Guided by my penchant for simplicity and aversion to detail, I honed a landscape out of black and white Gesso and tried to express the image that first caught my eye, focusing on light and dark shapes, patterns, and large simple flat shapes juxtaposed against a sense of distance and atmosphere. I enjoyed the inherent contradiction of push/pull created by the flat shapes against deep space.

Black and white Gesso satisfied my need for simplicity: it was easy to manipulate and was transparent or opaque depending on how I applied it. It still entices me away from color. I use it on paper or canvas.

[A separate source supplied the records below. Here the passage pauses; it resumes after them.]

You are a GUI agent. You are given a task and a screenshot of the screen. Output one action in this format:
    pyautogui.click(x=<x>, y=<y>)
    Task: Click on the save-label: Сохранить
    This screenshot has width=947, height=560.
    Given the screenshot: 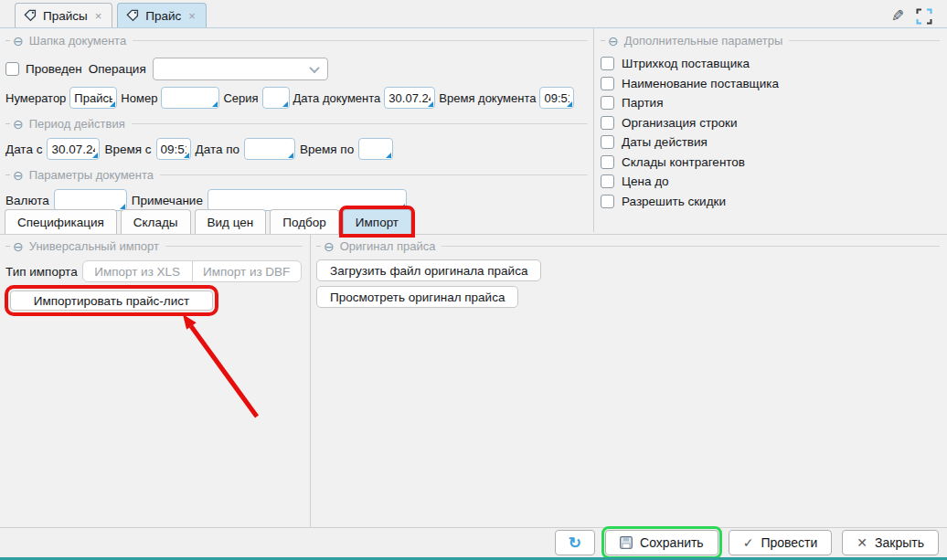 What is the action you would take?
    pyautogui.click(x=672, y=543)
    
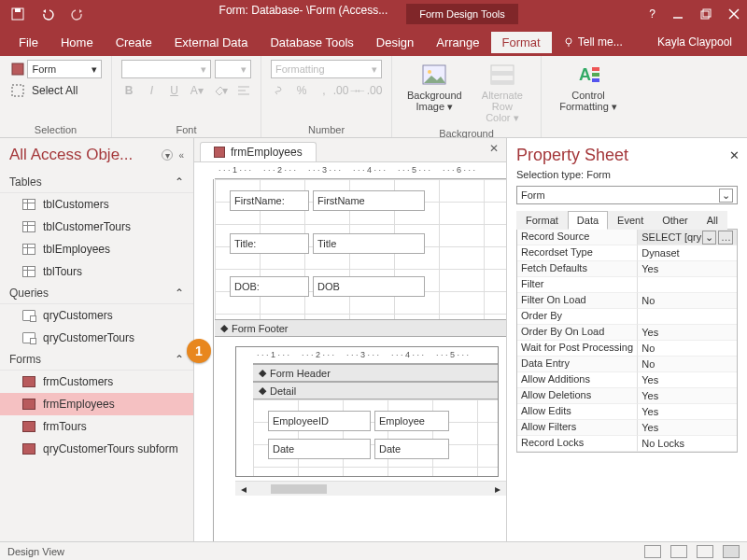  Describe the element at coordinates (97, 183) in the screenshot. I see `nav-cat-tables: Tables⌃` at that location.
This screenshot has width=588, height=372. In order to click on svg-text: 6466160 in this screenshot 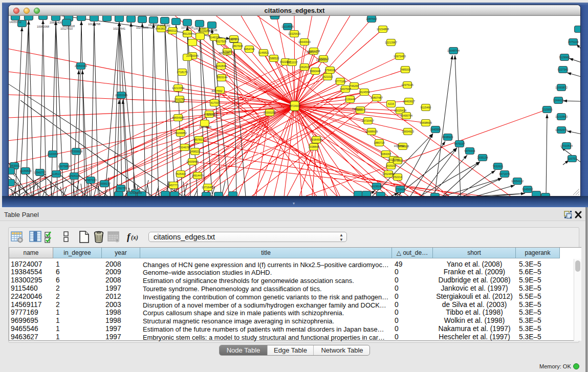, I will do `click(165, 26)`.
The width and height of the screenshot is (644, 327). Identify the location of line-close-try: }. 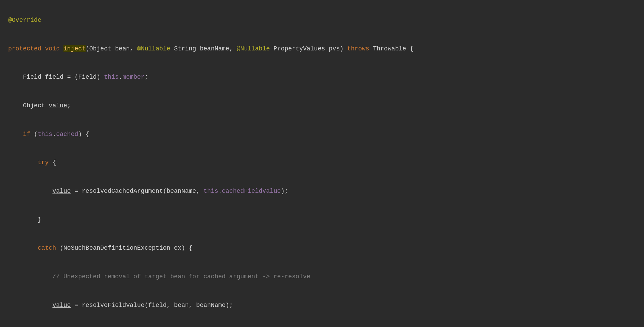
(25, 220).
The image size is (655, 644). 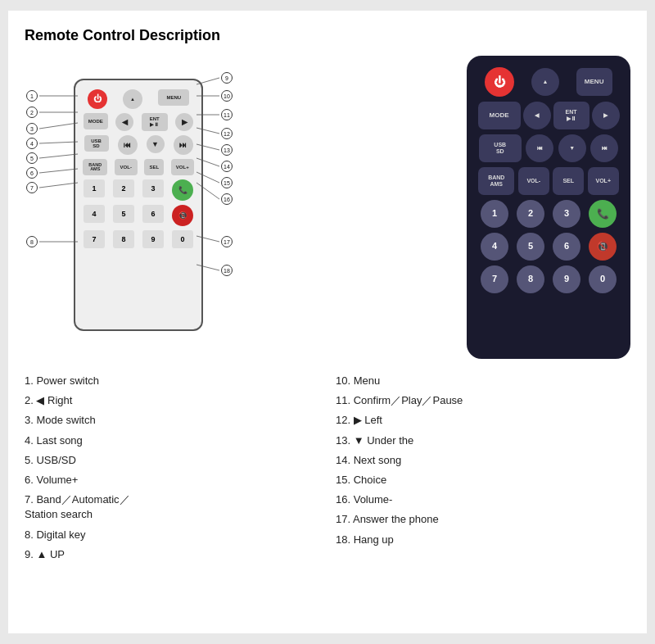 I want to click on remote-row-7: 7 8 9 0, so click(x=549, y=279).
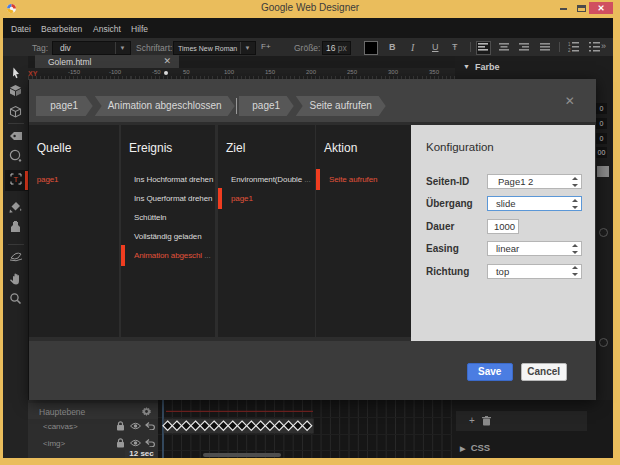 This screenshot has width=620, height=465. Describe the element at coordinates (570, 50) in the screenshot. I see `svg-text: 2` at that location.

Bixby Creek Bridge, Big Sur, CA painting
Collograph print, Lighted Doorway


Fence
 
 
 
This fence belonged to the motel where I stayed one week when I came back to Fort Bragg for a painting vacation. The Beachcomber Motel located on the bluffs at the mouth of Pudding Creek River overlooked the river and beach, the rocks and ocean, the trestle bridge, and the foggy trees on the bluffs that I painted so many times. The motel was also adjacent to the walking and bicycling path that ran for seven miles up the coast starting at the old railroad trestle that crossed over Pudding Creek. The path followed the railroad tracks that had been ripped out years before.
 
Standing there on this morning, on this side of the fence, looking between the fence boards, I saw the mouth of the river and the beach. I watched the river shimmering its way around the sandbar. A misty white-light haze hovered over the distant bluffs. A few rooftops of houses and buildings on the bluff shimmered here and there. The dark fence, a perfect foil, set off the magnificence of the light on the bluffs and houses. 
 
I liked the idea of looking over the jagged top of the fence and seeing a sliver of bluffs and buildings emerge from the white mist. The focus of this painting is ambiguous. You don’t really know whether to look at the fence or at the distant bluffs. I liked the push/pull effect of this ambiguity and the contrasting edge created by the dark fence against the light of the bluffs: the man-made structure juxtaposed against nature, one enhancing the other. That’s what caught my eye and inspired me to paint it.


Fort Bragg Landscapes

I’ve uploaded four of my Fort Bragg landscapes, painted during the time I lived in Fort Bragg. I painted with black and white Gesso and watercolors. This combination of media gives the paintings a milky appearance. Despite the awful events occurring behind my apartment, Fort Bragg inspired the creation of many paintings…which are now sold.

These four images are of a coastal park at Pudding Creek, about one mile north of Fort Bragg proper. I fell in love with these bluffs and trees and the small beach and cove at the mouth of Pudding Creek. A very active logging and supply rail-line crossed this creek high above on a trestle bridge. The natural cove and ocean sparkle provided a stunning backdrop for this man-made structure.

The Park area had seven miles of paved recreational trail from the bridge north. Off the paved trail were smaller trails leading out to the edge of the land, to the area where the trees were leaning with the force of prevailing winds. I had hoped for the bicycle/walking  trail to be extended over the bridge one day so one could ride or walk the rest of the distance into town, but while I was there it remained closed and inaccessible. A non-functiong structure except for the beautiful enhancing contrast to nature that it provided.